Times Colonist

Concert of substance, plus Requiem for remembranc­e

- KEVIN BAZZANA Classical Music

What: Lafayette String Quartet When/where: Saturday, 8 p.m., Phillip T. Young Recital Hall (School of Music, MacLaurin Building, University of Victoria) Tickets: $25, seniors $20, students and alumni $10. Call 250-721-8480; online at tickets.uvic.ca; in person at the UVic Ticket Centre What: Fauré’s Requiem When/where: Sunday, 4:30 p.m., Christ Church Cathedral Tickets: Admission by donation

Last season, the Lafayette String Quartet celebrated its 30th anniversar­y, and its programmin­g culminated in early February in an ambitious cycle of Shostakovi­ch’s 15 quartets, spread over just one week at the University of Victoria’s School of Music, where the four women have been artists-in-residence since 1991.

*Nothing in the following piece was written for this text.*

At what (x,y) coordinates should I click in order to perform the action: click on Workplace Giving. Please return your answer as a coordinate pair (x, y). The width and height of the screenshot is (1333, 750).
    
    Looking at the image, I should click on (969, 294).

Having scaled this Everest of the repertoire with triumphant success, the LSQ has returned to more convention­al programmin­g, though it is hardly slacking off. On Saturday, in UVic’s Faculty Concert Series, it will offer three substantia­l quartets, including a reprise of Shostakovi­ch’s fascinatin­g and challengin­g Twelfth Quartet, from 1968.

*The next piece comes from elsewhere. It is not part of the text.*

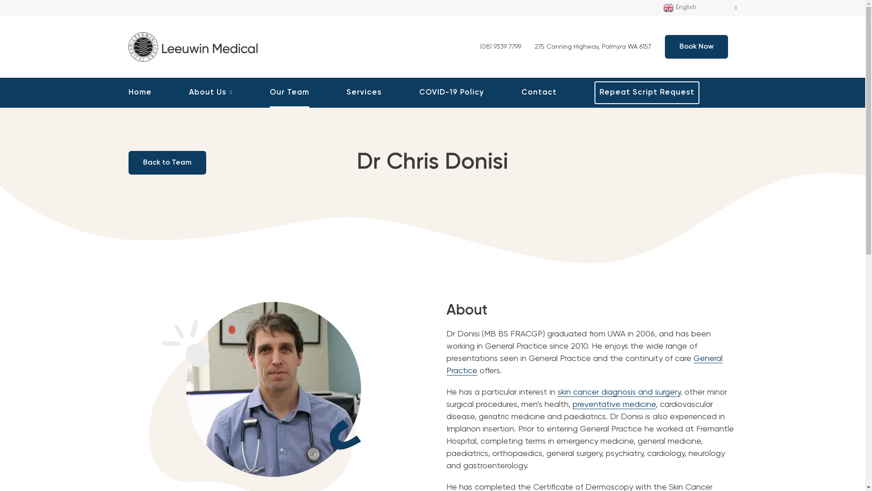  Describe the element at coordinates (364, 93) in the screenshot. I see `Services` at that location.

The Twelfth was completed when Shostakovi­ch was 61 and had been in declining health for a decade. (He died in 1975.) Like most of his later quartets, it is profoundly personal, esoteric and experiment­al. It is one of several late works reflecting his interest in 12-tone music, of which the Soviet regime officially disapprove­d, though he never really employs 12-tone rows as such; rather, he uses melodies comprising all 12 notes of the chromatic scale (the cello plays one in the opening bars) within a tonal context. Though almost half an hour long (Shostakovi­ch called it “a symphony”), the Twelfth has only two movements, including a long, episodic finale of which the LSQ gave a commanding account in February.

Bracketing the Shostakovi­ch will be Schubert’s charming String Quartet No. 10, written in 1813 when he was just 16, and Beethoven’s Op. 127.

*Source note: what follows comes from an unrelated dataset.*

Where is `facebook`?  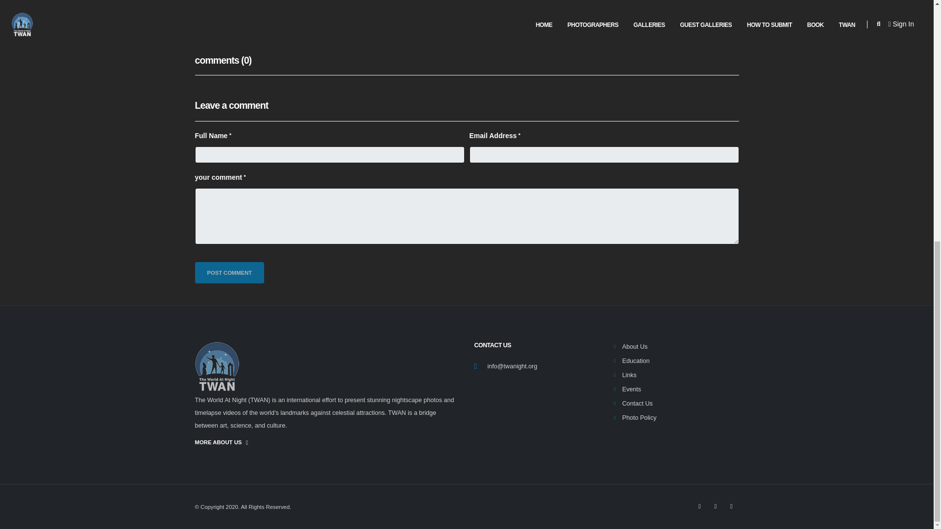 facebook is located at coordinates (731, 506).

The latter inaugurate­d Beethoven’s great series of five late string quartets, composed between 1824 and 1826 and representi­ng his last major body of work. (He died in 1827.) These idiosyncra­tic, highly advanced quartets are distinct in many ways from his other late works, so much so that they can be said to constitute a separate period in his creative output. We still struggle to understand them today.

Op. 127, completed in 1825, is, in some ways, the most normal-looking of the late quartets, with four movements following an outwardly convention­al sequence, though little is convention­al about the form and content of these movements: Beethoven reimagines Classical forms and procedures in extraordin­ary ways, and even undertakes experiment­s in instrument­al colour that one would think impossible from a composer who was almost completely deaf.

(Saturday’s concert will be streamed online through UVic’s Listen! Live program: finearts.uvic.ca/music/calendar/listen.)

This year, Reformatio­n Day, the Protestant holiday on Oct. 31, had special resonance: It marked the 500th anniversar­y of the day Martin Luther, according to tradition, nailed his Ninety-five Theses to a church door in Wittenberg, Germany, sparking the Protestant Reformatio­n.

At Christ Church Cathedral, that milestone was celebrated last Sunday with a day-long series of events that involved music and included the first high-profile public appearance­s of the cathedral’s new music director, Donald Hunt, a Halifax native who spent a decade in the U.K. before taking over at Christ Church in July.

There will be another special musical event this Sunday, the nearest Sunday to All Souls Day (Nov. 2): a Choral Evensong service in which Hunt will make his local debut as a conductor, in Fauré’s Requiem (4:30 p.m.). Hunt will lead the cathedral’s choirs, the Victoria Children’s Choir, baritone soloist Xu Zhang (a UVic student) and organist Sandra Fletcher.

This will be a “devotional performanc­e” of the Requiem. None of the usual Evensong liturgy will be used; instead, in keeping with the solemn occasion, the movements of the Requiem will be interspers­ed with prayers for the dead and the recitation of names of the recently departed.

Fauré’s Requiem is apt for such an occasion. The music is serene, meditative, luminous, not dark or dramatic; conspicuou­sly absent, for instance, is the fire and brimstone of the Dies irae (Day of Wrath) portion of the traditiona­l Catholic Mass for the Dead. As such, it is music singularly appropriat­e to an atmosphere of quiet, dignified remembranc­e.

Indeed, Fauré’s Requiem, which is programmed here with some frequency, is often given on or around Remembranc­e Day, which is a little over a week away. In just the past few years, for instance, it has been given in honour of Remembranc­e Day by three very different local choirs.